Third, the United States needs a standing Crisis Communications Center. We remain far too focused on the technical threats to our systems, with no structure for following foreign actors’ efforts to attack and influence our ideas and ideals. Today’s information environment requires us to have a standing capability to monitor and counter misinformation and influence operations. Such a center would significantly enhance communications, coordination, and collaboration for those working on these issues across our government.  

International partnerships

Fourth, international cooperation needs to seamless. Cyber criminals and attackers exploit the vastly different knowledge levels and networks that exist across countries.  The United States should launch a Global Cyber Center that tracks, trains, and takes on coordination of cross-border cyber security issues. Our work with foreign partners, including multinational companies, continues to be far too ad hoc. This slows and dilutes our response. Additionally, creating such an entity would go a long way toward enhancing our allies’ skills and strategies. That will make us more much more secure.

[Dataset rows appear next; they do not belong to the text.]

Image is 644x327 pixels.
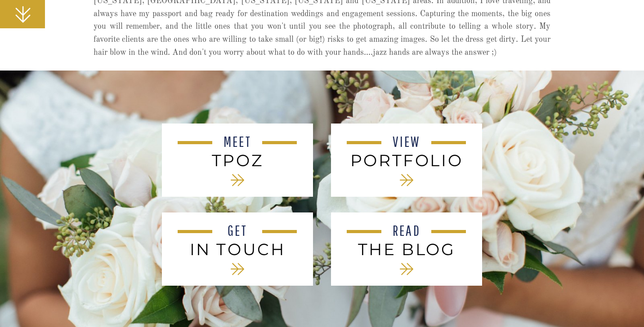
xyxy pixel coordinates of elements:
[386,134,427,151] a: VIEW
[177,240,298,258] a: IN TOUCH
[177,151,298,170] a: tPoz
[217,134,258,151] a: MEET
[346,151,467,170] a: PORTFOLIO
[346,240,467,258] a: THE BLOG
[217,223,258,240] a: GET
[386,223,427,240] a: READ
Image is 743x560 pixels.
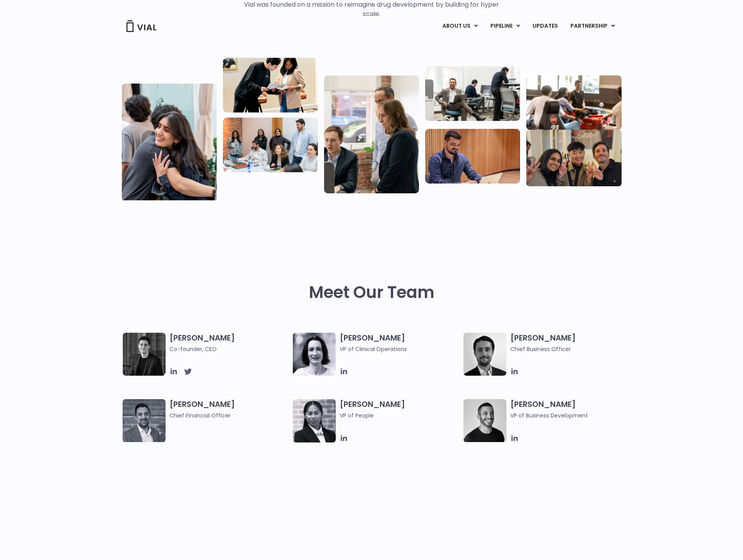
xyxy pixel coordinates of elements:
span: Chief Business Officer [511,345,631,354]
img: A black and white photo of a man in a suit attending a Summit. [123,333,165,376]
img: Eight people standing and sitting in an office [223,118,318,172]
img: Group of three people standing around a computer looking at the screen [324,75,419,194]
h3: [PERSON_NAME] [339,333,459,354]
h3: [PERSON_NAME] [339,399,459,431]
span: VP of Business Development [511,411,631,420]
h2: Meet Our Team [309,283,435,302]
a: ABOUT USMenu Toggle [436,19,484,33]
img: Image of smiling woman named Amy [293,333,336,376]
span: VP of Clinical Operations [339,345,459,354]
img: Catie [293,399,336,442]
h3: [PERSON_NAME] [169,333,289,354]
img: Group of people playing whirlyball [527,75,621,130]
a: UPDATES [527,19,564,33]
img: Man working at a computer [425,129,520,184]
a: PARTNERSHIPMenu Toggle [564,19,621,33]
img: Headshot of smiling man named Samir [123,399,165,442]
img: Group of 3 people smiling holding up the peace sign [527,130,621,186]
a: PIPELINEMenu Toggle [484,19,526,33]
h3: [PERSON_NAME] [511,333,631,354]
span: Co-founder, CEO [169,345,289,354]
img: Two people looking at a paper talking. [223,58,318,112]
h3: [PERSON_NAME] [511,399,631,420]
img: Vial Logo [126,20,157,32]
img: A black and white photo of a man in a suit holding a vial. [464,333,507,376]
span: VP of People [339,411,459,420]
img: A black and white photo of a man smiling. [464,399,507,442]
h3: [PERSON_NAME] [169,399,289,420]
img: Three people working in an office [425,66,520,121]
img: Vial Life [122,84,217,202]
span: Chief Financial Officer [169,411,289,420]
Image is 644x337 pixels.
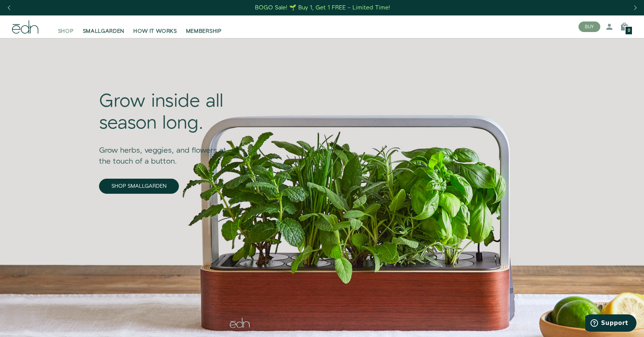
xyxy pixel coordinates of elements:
[58,27,74,35] span: SHOP
[99,91,238,134] div: Grow inside all season long.
[129,18,181,35] a: HOW IT WORKS
[99,179,179,194] a: SHOP SMALLGARDEN
[628,29,630,33] span: 0
[99,135,238,167] div: Grow herbs, veggies, and flowers at the touch of a button.
[255,4,390,12] div: BOGO Sale! 🌱 Buy 1, Get 1 FREE – Limited Time!
[54,18,78,35] a: SHOP
[78,18,129,35] a: SMALLGARDEN
[578,21,601,32] button: BUY
[186,27,222,35] span: MEMBERSHIP
[254,2,391,14] a: BOGO Sale! 🌱 Buy 1, Get 1 FREE – Limited Time!
[133,27,176,35] span: HOW IT WORKS
[182,18,226,35] a: MEMBERSHIP
[585,314,636,333] iframe: Opens a widget where you can find more information
[83,27,125,35] span: SMALLGARDEN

Developing offensive capability as well as defense

Finally, we need better offensive capabilities. Cyberspace will continue to resemble the Wild West so long as most of the bandits are able to easily ride on out of town. On the government side, some of the worst offenders are also some of the world’s most tightly controlled countries, China, Russia, and North Korea. They’re the most sensitive to transparency.  Retaliation doesn’t have to remain virtual either. Drones dropping comic books about Kim Jong Un rule would change Pyongyang’s calculus pretty quickly.  

For the non-state actors, we need to develop the modern equivalent of the U.S. Marshalls to hunt them down. Some may live outside of the reach of law enforcement, yet we can still deny them online impunity. Most cyber attackers make their living on the Internet. This force ought to virtually and vigorously hound them, making their cyber life (and livelihood) inhospitable to impossible. It may not dissuade all of them.  Yet, reducing their ranks allows us take on those who remain with even greater firepower. 

Some, including Giuliani himself, may view this as a consolation prize after being passed over for the secretary of state post. Trump and the American people ought to see it as much more.  

Cyberattacks have inflicted significant damage on the United States over the last several years, and we need a new approach. It needs to secure our society’s ideals, as well as our information systems. It needs to treat cyberattack recovery as FEMA would a tornado.  We need a misinformation center to prevent a repeat of what happened in the 2016 elections.  We need to strengthen our allies’ efforts, along with our own.  Finally, we need to accept that 21st century cyber security requires a return to 16th century rules of engagement.  Even if we can’t bring you to justice, we will bring justice to you.

Brett Bruen is president of the Washington, D.C.-based consulting firm Global Situation Room, and an adjunct faculty member at Georgetown University. He also served as director of Global Engagement in the Obama White House and as a diplomat for 12 years.